Mrs. Houdini

Harry, his white shirt miraculously undirtied, proceeded to unwind the rope from around the trunk and open the latch. Inside, emerging somehow from the cloth sack, also unrumpled, was Dash.

The audience cheered. “Bravo!” Doll called, getting to her feet. From the stage, Dash noticed them and smiled. Bess was impressed and curious. It had been a matter of only a few minutes since Harry himself had been tied up in that sack. How could he have managed to get himself out, and Dash in, so quickly?

Then, from the back of the theater, a voice broke out. “Youse a bunch of fakers!” someone cried. The crowd parted to reveal a scowling, gray-haired man with his fists in the air. “I know fakers when I sees them, and youse two are some fakers!”

Onstage, Dash and Harry looked at each other. “I beg to differ with you, sir,” Harry said, and the audience laughed.

“What you have here is a fake box, and I’m gonna show this thing up,” the man cried.

“Do it!” someone else called. “Go up there and do it!”

Bess felt sorry for the Houdinis. She wished she could save them. She saw Dash wince, and she looked at Doll. “Those poor boys. He’s ruining their act.” But neither brother seemed the least bit flustered.

The man made his way up to the stage, cheered by the audience, and when he arrived he stood face-to-face with Harry and Dash, his cheeks flaming red.

“I can get myself outta that cheap box,” he announced. “I been doin’ acts for thirty years, and you’re dirtyin’ the stage with your fake tricks.”

“Please,” Harry said, motioning toward the trunk still sitting in the middle of the stage. The audience laughed again, nervously this time.

The man climbed inside the sack and pulled it up to his shoulders and then over his head, still muttering to himself. When he was completely enclosed, Harry tied the sack and helped him kneel down inside the trunk. Dash closed the latch and locked it, then pulled the curtain around the trunk, and Harry and Dash sat down on the edge of the stage to wait, their legs dangling just above the floor.

For the first few minutes everyone was quiet; Bess was not quite sure whether they were rooting for the old man or for the Houdinis; it would make for an unexpected show either way. By the start of the third minute, the crowd began to murmur.

Doll looked at Bess and beamed. “Dash promised a riot, didn’t he? I’ll tell you what, this is wonderful fun. I wonder how long he’ll stay in there.”

Bess wasn’t so sure. By the fifth minute it was becoming apparent that something was wrong. The crowd was restless, and some people were beginning to boo. Harry stood up from his seat at the corner of the stage and held up his hand.

As the voices died down, the muffled cries behind the curtain became louder. Someone on the other side was calling for help. Dash jumped to his feet, and he and Harry yanked the curtain aside to reveal the trunk, still roped shut. Dash sliced the ropes, and together the brothers helped pull the man, still inside the sack, from the confinement of the trunk. He was writhing inside the cloth, and when they untied it and the fabric fell to his feet, he stood for a moment in the middle of the stage, his body damp with perspiration, and then collapsed on the floor.

The crowd cheered.



The brothers had promised to meet them at the stage door a half hour after the show. Doll begged Bess to go back to their room so she could change. “I hate this skirt.” She tugged at the coarse blue fabric. “I should have worn the red.”

“Won’t Anna be mad when she sees you brought me instead of her?”

“Nah.” Doll shrugged. “She’s got a beau of her own tonight anyway.”

Bess smiled, but she knew why Doll had asked her instead of Anna. Of the three of them, Bess was the plainest; she had the smallest bust and the cruelest shape. Anna, on the other hand, with her corn-blond hair and pillowed cheeks, was the principal among them, and always took the middle spot when they sang.

They lived, with most of the other performers, in West Brighton, in a neighborhood nicknamed the Gut. The rough half a dozen blocks were crammed with shanties, beer halls, and cabarets. The three of them lived in a cheap hotel alongside chorus girls who danced in the bars and hustled customers by slipping hydrate of chloral into their drinks and stealing their wallets. It was Bess’s dream to one day earn enough to stay in the Brighton Beach Hotel, with its white veranda and geranium-lined walkways.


* [Task to carry out]:
A single number is required: how many lines in the data below contain "attributes".

* [Information]:
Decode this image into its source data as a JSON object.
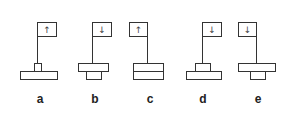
{
  "figures": [
    {
      "label": "a",
      "arrow": "↑",
      "flag_side": "right",
      "top": "small",
      "bottom": "wide"
    },
    {
      "label": "b",
      "arrow": "↓",
      "flag_side": "right",
      "top": "wide",
      "bottom": "small"
    },
    {
      "label": "c",
      "arrow": "↑",
      "flag_side": "left",
      "top": "wide",
      "bottom": "wide"
    },
    {
      "label": "d",
      "arrow": "↓",
      "flag_side": "right",
      "top": "small",
      "bottom": "wide"
    },
    {
      "label": "e",
      "arrow": "↓",
      "flag_side": "left",
      "top": "wide",
      "bottom": "small"
    }
  ],
  "colors": {
    "stroke": "#333333",
    "background": "#ffffff"
  }
}
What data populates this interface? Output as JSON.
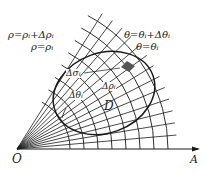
{
  "diagram": {
    "origin_label": "O",
    "axis_label": "A",
    "region_label": "D",
    "labels": {
      "rho_outer": "ρ=ρᵢ+Δρᵢ",
      "rho_inner": "ρ=ρᵢ",
      "theta_outer": "θ=θᵢ+Δθᵢ",
      "theta_inner": "θ=θᵢ",
      "delta_sigma": "Δσᵢ",
      "delta_rho": "Δρᵢ",
      "delta_theta": "Δθᵢ"
    },
    "colors": {
      "ink": "#1a1a1a",
      "background": "#ffffff",
      "shaded_cell": "#555555"
    }
  }
}
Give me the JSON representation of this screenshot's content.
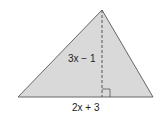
{
  "diagram": {
    "shape": "triangle",
    "fill_color": "#d9d9d9",
    "stroke_color": "#555555",
    "height_label": "3x − 1",
    "base_label": "2x + 3",
    "right_angle_marker": true,
    "altitude_style": "dashed"
  }
}
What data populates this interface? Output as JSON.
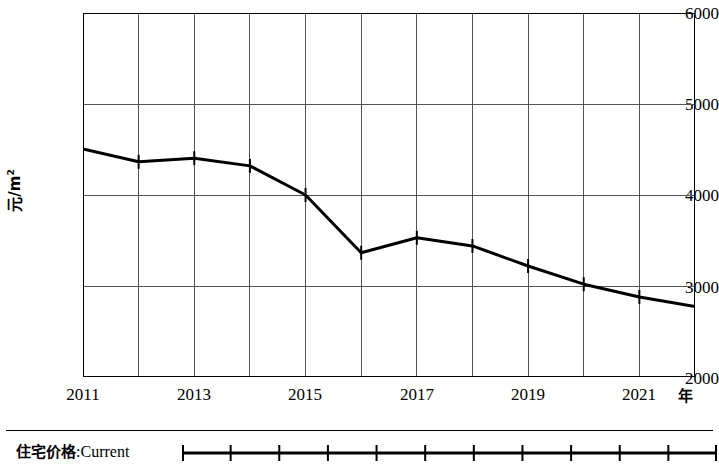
{
  "chart_data": {
    "type": "line",
    "title": "",
    "xlabel": "年",
    "ylabel": "元/m2",
    "ylabel_unit_base": "元/m",
    "ylabel_unit_exp": "2",
    "x": [
      2011,
      2012,
      2013,
      2014,
      2015,
      2016,
      2017,
      2018,
      2019,
      2020,
      2021,
      2022
    ],
    "xlim": [
      2011,
      2022
    ],
    "ylim": [
      2000,
      6000
    ],
    "yticks": [
      6000,
      5000,
      4000,
      3000,
      2000
    ],
    "ytick_labels": [
      "6000",
      "5000",
      "4000",
      "3000",
      "2000"
    ],
    "xticks": [
      2011,
      2013,
      2015,
      2017,
      2019,
      2021
    ],
    "xtick_labels": [
      "2011",
      "2013",
      "2015",
      "2017",
      "2019",
      "2021"
    ],
    "grid": true,
    "grid_x": true,
    "grid_y": true,
    "legend_position": "bottom",
    "line_color": "#000000",
    "marker": "tick",
    "series": [
      {
        "name": "住宅价格: Current",
        "name_cn": "住宅价格",
        "name_en": "Current",
        "values": [
          4505,
          4365,
          4405,
          4320,
          4000,
          3365,
          3530,
          3440,
          3220,
          3020,
          2880,
          2775
        ]
      }
    ]
  },
  "legend": {
    "label_cn": "住宅价格",
    "separator": ":",
    "label_en": "Current"
  },
  "axes": {
    "y_title_base": "元/m",
    "y_title_exp": "2",
    "x_unit": "年"
  }
}
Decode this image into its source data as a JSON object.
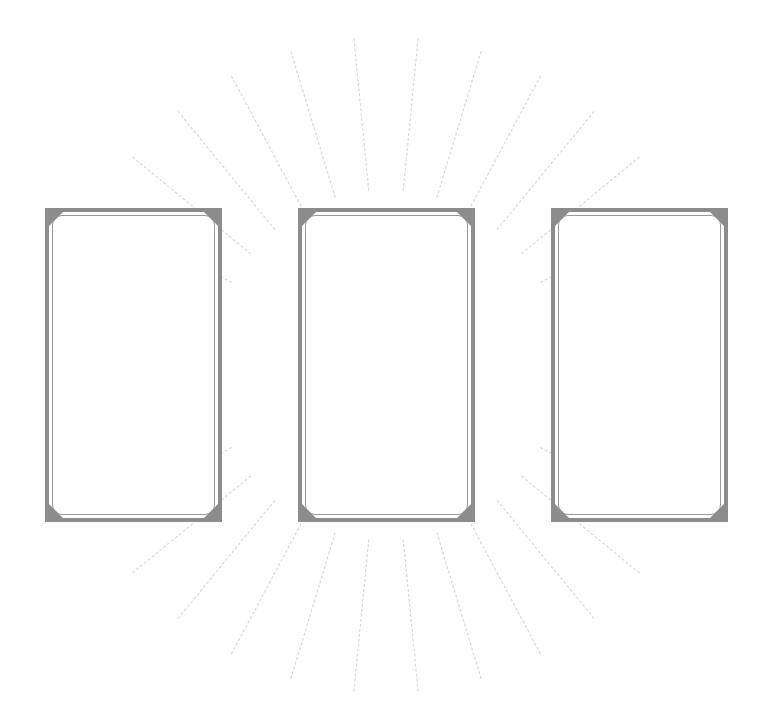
{
  "scene": {
    "description": "Three blank card frames arranged in a row over faint radiating sunburst lines",
    "background_color": "#ffffff",
    "frame_color": "#8c8c8c",
    "ray_color": "#d8d8d8",
    "ray_center": [
      386,
      365
    ]
  },
  "cards": [
    {
      "name": "card-left",
      "x": 45,
      "y": 208,
      "width": 177,
      "height": 314
    },
    {
      "name": "card-center",
      "x": 298,
      "y": 208,
      "width": 177,
      "height": 314
    },
    {
      "name": "card-right",
      "x": 551,
      "y": 208,
      "width": 177,
      "height": 314
    }
  ],
  "rays": {
    "count": 32,
    "inner_radius": 175,
    "outer_radius": 330
  }
}
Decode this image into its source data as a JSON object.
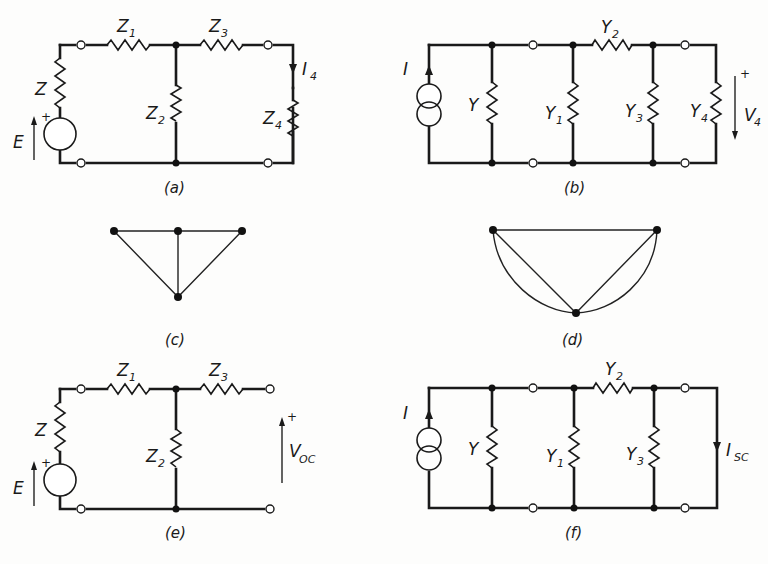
{
  "figure": {
    "panels": [
      {
        "id": "a",
        "caption": "(a)",
        "type": "circuit",
        "labels": {
          "source": "E",
          "source_polarity": "+",
          "series_z": "Z",
          "z1": "Z",
          "z1_sub": "1",
          "z2": "Z",
          "z2_sub": "2",
          "z3": "Z",
          "z3_sub": "3",
          "z4": "Z",
          "z4_sub": "4",
          "current": "I",
          "current_sub": "4"
        }
      },
      {
        "id": "b",
        "caption": "(b)",
        "type": "circuit",
        "labels": {
          "source": "I",
          "y": "Y",
          "y1": "Y",
          "y1_sub": "1",
          "y2": "Y",
          "y2_sub": "2",
          "y3": "Y",
          "y3_sub": "3",
          "y4": "Y",
          "y4_sub": "4",
          "voltage": "V",
          "voltage_sub": "4",
          "voltage_polarity": "+"
        }
      },
      {
        "id": "c",
        "caption": "(c)",
        "type": "graph"
      },
      {
        "id": "d",
        "caption": "(d)",
        "type": "graph"
      },
      {
        "id": "e",
        "caption": "(e)",
        "type": "circuit",
        "labels": {
          "source": "E",
          "source_polarity": "+",
          "series_z": "Z",
          "z1": "Z",
          "z1_sub": "1",
          "z2": "Z",
          "z2_sub": "2",
          "z3": "Z",
          "z3_sub": "3",
          "voltage": "V",
          "voltage_sub": "OC",
          "voltage_polarity": "+"
        }
      },
      {
        "id": "f",
        "caption": "(f)",
        "type": "circuit",
        "labels": {
          "source": "I",
          "y": "Y",
          "y1": "Y",
          "y1_sub": "1",
          "y2": "Y",
          "y2_sub": "2",
          "y3": "Y",
          "y3_sub": "3",
          "current": "I",
          "current_sub": "SC"
        }
      }
    ]
  }
}
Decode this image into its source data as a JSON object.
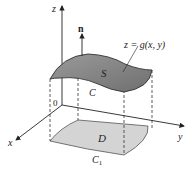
{
  "diagram": {
    "labels": {
      "z_axis": "z",
      "x_axis": "x",
      "y_axis": "y",
      "origin": "0",
      "normal": "n",
      "surface": "S",
      "surface_eq": "z = g(x, y)",
      "boundary": "C",
      "region": "D",
      "region_boundary": "C",
      "region_boundary_sub": "1"
    },
    "colors": {
      "surface_fill": "#8a8a8a",
      "region_fill": "#d4d4d4",
      "line": "#222222"
    }
  }
}
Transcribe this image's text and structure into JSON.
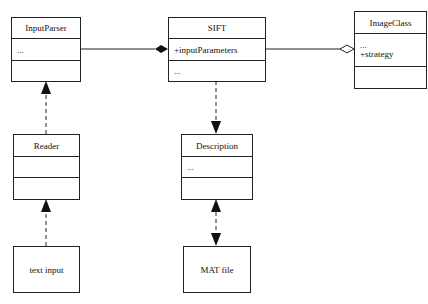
{
  "classes": {
    "input_parser": {
      "name": "InputParser",
      "attributes": "...",
      "operations": ""
    },
    "sift": {
      "name": "SIFT",
      "attributes": "+inputParameters",
      "operations": "..."
    },
    "image_class": {
      "name": "ImageClass",
      "attributes": [
        "...",
        "+strategy"
      ],
      "operations": ""
    },
    "reader": {
      "name": "Reader",
      "attributes": "",
      "operations": ""
    },
    "description": {
      "name": "Description",
      "attributes": "...",
      "operations": ""
    }
  },
  "nodes": {
    "text_input": {
      "label": "text input"
    },
    "mat_file": {
      "label": "MAT file"
    }
  },
  "relations": [
    {
      "from": "SIFT",
      "to": "InputParser",
      "type": "composition"
    },
    {
      "from": "SIFT",
      "to": "ImageClass",
      "type": "aggregation"
    },
    {
      "from": "Reader",
      "to": "InputParser",
      "type": "dependency"
    },
    {
      "from": "SIFT",
      "to": "Description",
      "type": "dependency"
    },
    {
      "from": "text input",
      "to": "Reader",
      "type": "dependency"
    },
    {
      "from": "Description",
      "to": "MAT file",
      "type": "bidirectional-dependency"
    }
  ]
}
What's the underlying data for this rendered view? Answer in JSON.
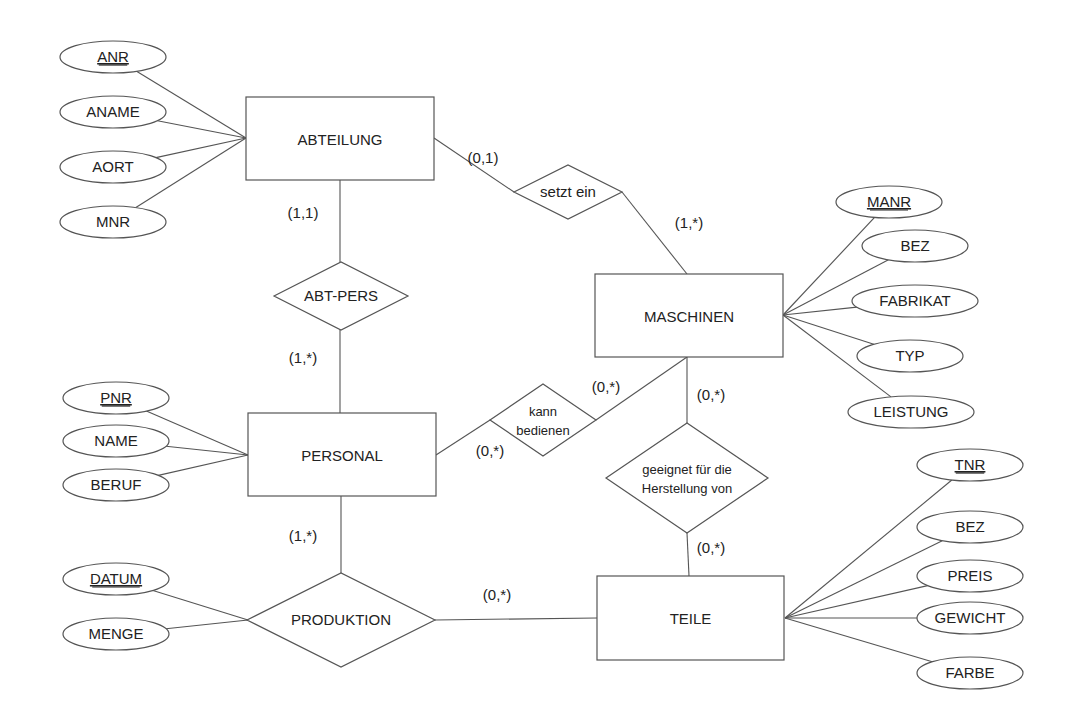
{
  "diagram": {
    "type": "entity-relationship",
    "colors": {
      "stroke": "#555555",
      "text": "#222222",
      "background": "#ffffff"
    },
    "entities": [
      {
        "id": "abteilung",
        "label": "ABTEILUNG",
        "x": 246,
        "y": 97,
        "w": 188,
        "h": 83
      },
      {
        "id": "maschinen",
        "label": "MASCHINEN",
        "x": 595,
        "y": 274,
        "w": 188,
        "h": 83
      },
      {
        "id": "personal",
        "label": "PERSONAL",
        "x": 248,
        "y": 413,
        "w": 188,
        "h": 83
      },
      {
        "id": "teile",
        "label": "TEILE",
        "x": 597,
        "y": 576,
        "w": 187,
        "h": 84
      }
    ],
    "relationships": [
      {
        "id": "setzt-ein",
        "lines": [
          "setzt ein"
        ],
        "cx": 568,
        "cy": 192,
        "hw": 54,
        "hh": 27
      },
      {
        "id": "abt-pers",
        "lines": [
          "ABT-PERS"
        ],
        "cx": 341,
        "cy": 296,
        "hw": 67,
        "hh": 34
      },
      {
        "id": "kann-bedienen",
        "lines": [
          "kann",
          "bedienen"
        ],
        "cx": 543,
        "cy": 420,
        "hw": 53,
        "hh": 36
      },
      {
        "id": "geeignet",
        "lines": [
          "geeignet für die",
          "Herstellung von"
        ],
        "cx": 687,
        "cy": 478,
        "hw": 81,
        "hh": 55
      },
      {
        "id": "produktion",
        "lines": [
          "PRODUKTION"
        ],
        "cx": 341,
        "cy": 620,
        "hw": 94,
        "hh": 47
      }
    ],
    "attributes": [
      {
        "entity": "ABTEILUNG",
        "label": "ANR",
        "key": true,
        "cx": 113,
        "cy": 57,
        "rx": 53,
        "ry": 16,
        "ax": 246,
        "ay": 138
      },
      {
        "entity": "ABTEILUNG",
        "label": "ANAME",
        "key": false,
        "cx": 113,
        "cy": 112,
        "rx": 53,
        "ry": 16,
        "ax": 246,
        "ay": 138
      },
      {
        "entity": "ABTEILUNG",
        "label": "AORT",
        "key": false,
        "cx": 113,
        "cy": 167,
        "rx": 53,
        "ry": 16,
        "ax": 246,
        "ay": 138
      },
      {
        "entity": "ABTEILUNG",
        "label": "MNR",
        "key": false,
        "cx": 113,
        "cy": 222,
        "rx": 53,
        "ry": 16,
        "ax": 246,
        "ay": 138
      },
      {
        "entity": "MASCHINEN",
        "label": "MANR",
        "key": true,
        "cx": 889,
        "cy": 202,
        "rx": 53,
        "ry": 16,
        "ax": 783,
        "ay": 315
      },
      {
        "entity": "MASCHINEN",
        "label": "BEZ",
        "key": false,
        "cx": 915,
        "cy": 246,
        "rx": 53,
        "ry": 16,
        "ax": 783,
        "ay": 315
      },
      {
        "entity": "MASCHINEN",
        "label": "FABRIKAT",
        "key": false,
        "cx": 915,
        "cy": 301,
        "rx": 63,
        "ry": 16,
        "ax": 783,
        "ay": 315
      },
      {
        "entity": "MASCHINEN",
        "label": "TYP",
        "key": false,
        "cx": 910,
        "cy": 356,
        "rx": 53,
        "ry": 16,
        "ax": 783,
        "ay": 315
      },
      {
        "entity": "MASCHINEN",
        "label": "LEISTUNG",
        "key": false,
        "cx": 911,
        "cy": 412,
        "rx": 63,
        "ry": 16,
        "ax": 783,
        "ay": 315
      },
      {
        "entity": "PERSONAL",
        "label": "PNR",
        "key": true,
        "cx": 116,
        "cy": 398,
        "rx": 53,
        "ry": 16,
        "ax": 248,
        "ay": 455
      },
      {
        "entity": "PERSONAL",
        "label": "NAME",
        "key": false,
        "cx": 116,
        "cy": 441,
        "rx": 53,
        "ry": 16,
        "ax": 248,
        "ay": 455
      },
      {
        "entity": "PERSONAL",
        "label": "BERUF",
        "key": false,
        "cx": 116,
        "cy": 485,
        "rx": 53,
        "ry": 16,
        "ax": 248,
        "ay": 455
      },
      {
        "entity": "PRODUKTION",
        "label": "DATUM",
        "key": true,
        "cx": 116,
        "cy": 579,
        "rx": 53,
        "ry": 16,
        "ax": 248,
        "ay": 620
      },
      {
        "entity": "PRODUKTION",
        "label": "MENGE",
        "key": false,
        "cx": 116,
        "cy": 634,
        "rx": 53,
        "ry": 16,
        "ax": 248,
        "ay": 620
      },
      {
        "entity": "TEILE",
        "label": "TNR",
        "key": true,
        "cx": 970,
        "cy": 465,
        "rx": 53,
        "ry": 16,
        "ax": 785,
        "ay": 618
      },
      {
        "entity": "TEILE",
        "label": "BEZ",
        "key": false,
        "cx": 970,
        "cy": 527,
        "rx": 53,
        "ry": 16,
        "ax": 785,
        "ay": 618
      },
      {
        "entity": "TEILE",
        "label": "PREIS",
        "key": false,
        "cx": 970,
        "cy": 576,
        "rx": 53,
        "ry": 16,
        "ax": 785,
        "ay": 618
      },
      {
        "entity": "TEILE",
        "label": "GEWICHT",
        "key": false,
        "cx": 970,
        "cy": 618,
        "rx": 53,
        "ry": 16,
        "ax": 785,
        "ay": 618
      },
      {
        "entity": "TEILE",
        "label": "FARBE",
        "key": false,
        "cx": 970,
        "cy": 673,
        "rx": 53,
        "ry": 16,
        "ax": 785,
        "ay": 618
      }
    ],
    "connections": [
      {
        "from": "ABTEILUNG",
        "to": "setzt ein",
        "x1": 434,
        "y1": 138,
        "x2": 514,
        "y2": 192
      },
      {
        "from": "setzt ein",
        "to": "MASCHINEN",
        "x1": 622,
        "y1": 192,
        "x2": 687,
        "y2": 274
      },
      {
        "from": "ABTEILUNG",
        "to": "ABT-PERS",
        "x1": 340,
        "y1": 180,
        "x2": 340,
        "y2": 262
      },
      {
        "from": "ABT-PERS",
        "to": "PERSONAL",
        "x1": 340,
        "y1": 330,
        "x2": 340,
        "y2": 413
      },
      {
        "from": "PERSONAL",
        "to": "kann bedienen",
        "x1": 436,
        "y1": 455,
        "x2": 490,
        "y2": 420
      },
      {
        "from": "kann bedienen",
        "to": "MASCHINEN",
        "x1": 596,
        "y1": 420,
        "x2": 687,
        "y2": 357
      },
      {
        "from": "MASCHINEN",
        "to": "geeignet",
        "x1": 687,
        "y1": 357,
        "x2": 687,
        "y2": 423
      },
      {
        "from": "geeignet",
        "to": "TEILE",
        "x1": 687,
        "y1": 533,
        "x2": 689,
        "y2": 576
      },
      {
        "from": "PERSONAL",
        "to": "PRODUKTION",
        "x1": 341,
        "y1": 496,
        "x2": 341,
        "y2": 573
      },
      {
        "from": "PRODUKTION",
        "to": "TEILE",
        "x1": 435,
        "y1": 620,
        "x2": 597,
        "y2": 618
      }
    ],
    "cardinalities": [
      {
        "label": "(0,1)",
        "x": 483,
        "y": 163
      },
      {
        "label": "(1,*)",
        "x": 689,
        "y": 228
      },
      {
        "label": "(1,1)",
        "x": 303,
        "y": 218
      },
      {
        "label": "(1,*)",
        "x": 303,
        "y": 363
      },
      {
        "label": "(0,*)",
        "x": 606,
        "y": 392
      },
      {
        "label": "(0,*)",
        "x": 711,
        "y": 400
      },
      {
        "label": "(0,*)",
        "x": 490,
        "y": 456
      },
      {
        "label": "(0,*)",
        "x": 711,
        "y": 553
      },
      {
        "label": "(1,*)",
        "x": 303,
        "y": 541
      },
      {
        "label": "(0,*)",
        "x": 497,
        "y": 600
      }
    ]
  }
}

* [Output of the exercise]:
6